9 It will be said on that day,
Lo, this is our God; we have waited for him, so that he might save us.
This is the Lord for whom we have waited;
let us be glad and rejoice in his salvation.”
We have come with our bumps and bruises, with our scraped knees, with our false notions of piety, with our inability to make ourselves righteous, and behold our risen Lord. Death has been swallowed up forever. Today, we learn the answer to, “What is truth?” The truth is that death is only a pretender victor, that sin only tells the half-truth of what it is to be human. The truth is that we have waited, however impatiently, and that he has saved us. The truth is that our God has been revealed in Christ on the Cross, in our Crucified Savior and risen Lord. The truth is that Good Friday is only part of the story; the tragedy gives way to the alleluia.
Today, we join with Mary Magdalene, Mary mother of James, and Salome and say the first alleluia as though it were the first alleluia of creation. It is today that God’s resounding Yes to humanity’s No has come. Yes, you do have a savior. Yes, you do have a Lord. Yes, you do have a God. Yes, you do have a king. Just as it has been proclaimed, it has happened. When the promises of God seemed to be a lie, they have become more true than we could have ever imagined.
Heaven cannot hold him, nor can death bind him. Sin cannot threaten him, and evil cannot overpower him. This is God for you. And still, we, with Mary Magdalene, with Mary mother of James, and with Salome, still turn away in fear at the power of this God, more powerful than we had imagined, more great than we had hoped, more real than we have ever grasped. I think this is why I love the end of Mark’s Gospel. I love that it leaves everything hanging. There is a tangible reality to this response to the resurrection. It’s honest, it’s raw, and it’s emotional.
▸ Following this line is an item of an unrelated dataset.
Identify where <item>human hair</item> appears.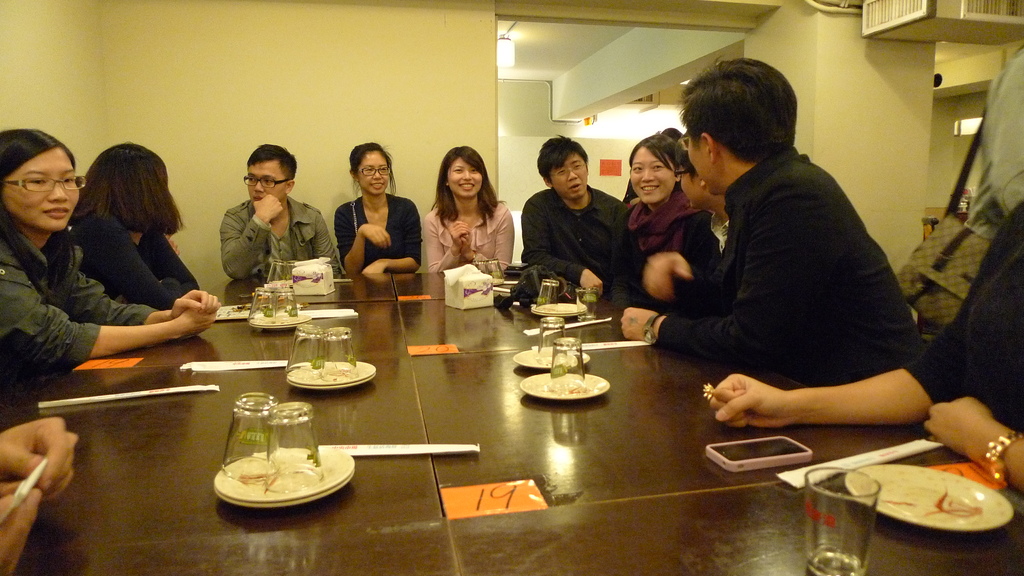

“And they said nothing to anyone, for they were afraid,” speaks to the continued miracle of God. It continues coming, as we marvel at the wonder that the message ever got out. That someone, 2,000 years ago, bothered to write this story down because they knew that it was the greatest Story ever told, that countless martyrs and saints have protected and guarded this word with their very lives that we might read it today, that though people have used this Word to their own ends, it does not detract from the truth of the story. This is the story after which all stories are written: it is a tragedy; it is a comedy; it is a drama. It is a story that, when read, insinuates itself into your life, like the first flowers of spring: once you have seen one, you cannot help but always keep looking for other signs of spring. The first buds on the first trees make us look to each tree for new life. The first resurrection from the dead makes us look for signs of the resurrection all around us. “And they said nothing to anyone, for they were afraid,” yet the story exploded out of them, the sentences running together, with uncontrollable laughter and tears clouding the story from understanding.
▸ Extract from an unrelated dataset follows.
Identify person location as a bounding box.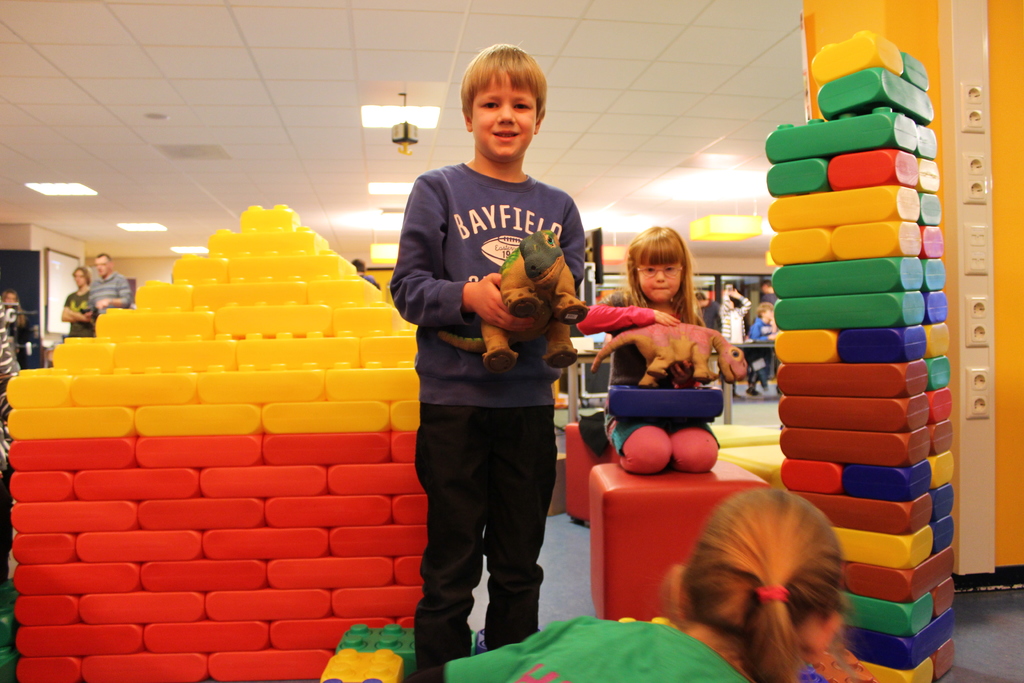
(444,491,849,682).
And the truth is, we can’t really understand it. I’m not sure we are meant to. In the end, God for us is impossible to understand. At the depths of the ugliness of humanity, God brought beauty beyond belief. At the depth of the depravity of humanity, God brings reconciliation through revitalization. When the whole world had gone dark, God brought the unquenchable eternal light of salvation.
Death has been swallowed up forever. In your baptism, your death has been swallowed up. You, children of God, will not die but will be resurrected with Christ into new life. This is God’s promise to you: before you know what it is to love God, God loves you. Before you understand forgiveness of sin, God has forgiven you. Though the stories of your lives have yet to be written, the end of the story has already been determined. By the power of Christ’s death and resurrection, I proclaim to you the end of the story: the end of the story is that death has no power over you. Death does not know victory and life does not know defeat. Whatever your story is, however much of it remains to be written, this much is sure and true: the end has been determined, once for all, and the story ends not with death but with life because God is for you. Amen, and Amen. Thanks be to God.